Much has been made about Bridich’s clear affinity for big pitchers with 95 mph+ fastballs and hard sliders, but its becoming clearer and clearer that he has a preference on the position side as well. You could say he is looking for players with a particular set of skills.

Floor and Drag

There’s an old baseball analogy that says if two guys run the same time to first base, one with excellent form and the other with sloppy form, you take the latter because if you can teach him the proper form, he beats the other guy to first.

Jeff Bridich has taken this philosophy organization-wide.

The idea is, you can’t improve upon a player’s floor, and that who a guy is at his worst matters almost as much, if not sometimes more, than who he is at his best. Again, this is cross-applied to the entire team.

The best statistic for understanding this premise is something called “Drag Factor” which was created by Matthew Gross. According to his research, there is a higher correlation between baseball teams losing games because of too many at-bats from substandard players as opposed to not getting enough production from their stars. In other words, it’s better to have guys that don’t hurt the team than it is to have guys who are more consistent at helping the team. In baseball, failure is more common than success, which turns the game into a war of attrition. Sometimes it feels like the team that wins the World Series is simply the last group of guys still standing at the end.

This concept drives home the point that any little thing simply given away is an opportunity lost. Traditional baseball logic dictates that you put big burly men on first base and in the corner outfield spots because less athleticism is required. But in a modern world of super athletes, these kinds of tradeoffs seem less and less necessary. And rather than viewing the individual player as a sum of his parts — i.e. suggesting he will make up for deficiencies in one area by excelling in another — Bridich appears to be avoiding that whole conundrum by filling his entire roster, regardless of position, with guys that can do everything well, even if they aren’t necessarily elite.

Credit: Caitlin Rice, BSN Denver

Perhaps the best individual example of such a player in all of MLB over the last few years has been Charlie Blackmon. Until last season when he hit 29 home runs, none of his numbers really blew you away. He is emerging as one of the best outfielders in baseball, but all along he has been contributing to his team by simply not subtracting in any area. You don’t have to hope one part of his game makes up for some other part, and if Jeff Bridich could wave a magic wand and make it happen, he would put a player like that everywhere on the diamond.

When this idea is employed team-wide you end up creating a far more consistent baseline for your club.

Unless you are Barry Bonds in 2002, power comes in streaks. So does hitting in general for that matter. But the things you can’t teach, the things nearly every player on this roster has, they don’t go away. Baseball has often been called a team game based on individual performance. But the “never let up, athletes are everywhere” doctrine builds a collective threat that keeps the opposition constantly on their toes.
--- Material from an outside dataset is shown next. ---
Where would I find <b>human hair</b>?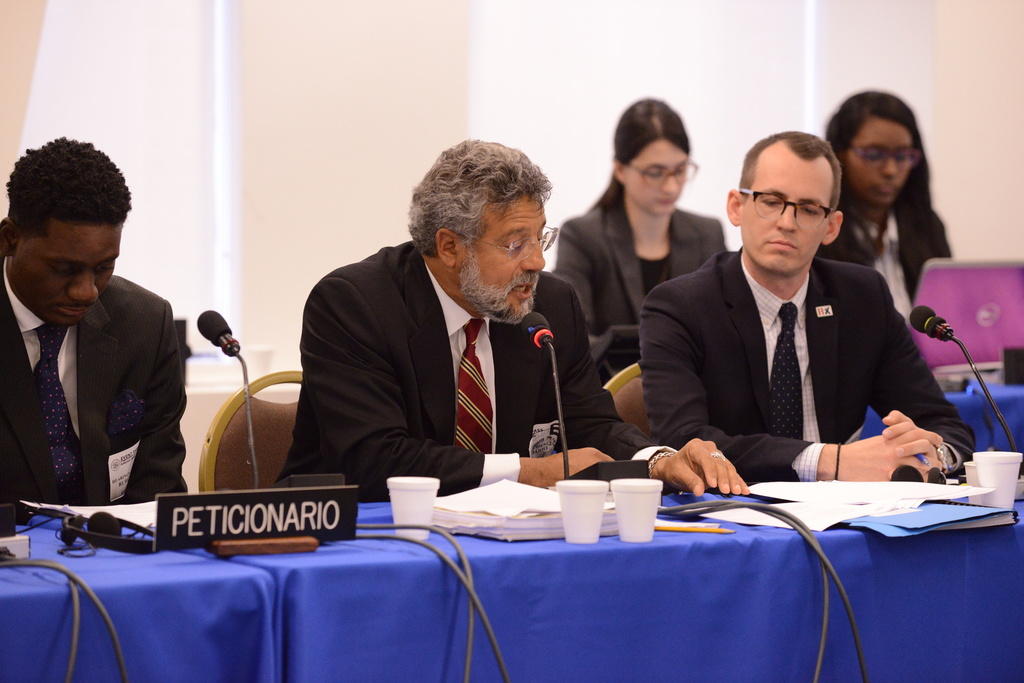
At locate(7, 140, 136, 238).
Limiting the numbers of guys on the team who can’t run, or play defense, or make strong accurate throws, limits those little things that add up over the course of 162 to separate the contenders from the pretenders. But either way, Bridich appears to be rejecting the premise that one player’s deficiencies do not affect the next and this is why he has been amassing an army of athletic prospects while acquiring versatile veterans like Desmond and Mark Reynolds.

Say what you will about those signings or a multitude of others, but they didn’t come out of the clear blue sky, the bread crumbs were always there.

Join us for Part 2 as we jump into how this methodology works — or at least, is intended to work — and what some of the positive and negative short term and long term consequences of actually trying this at the MLB level could be.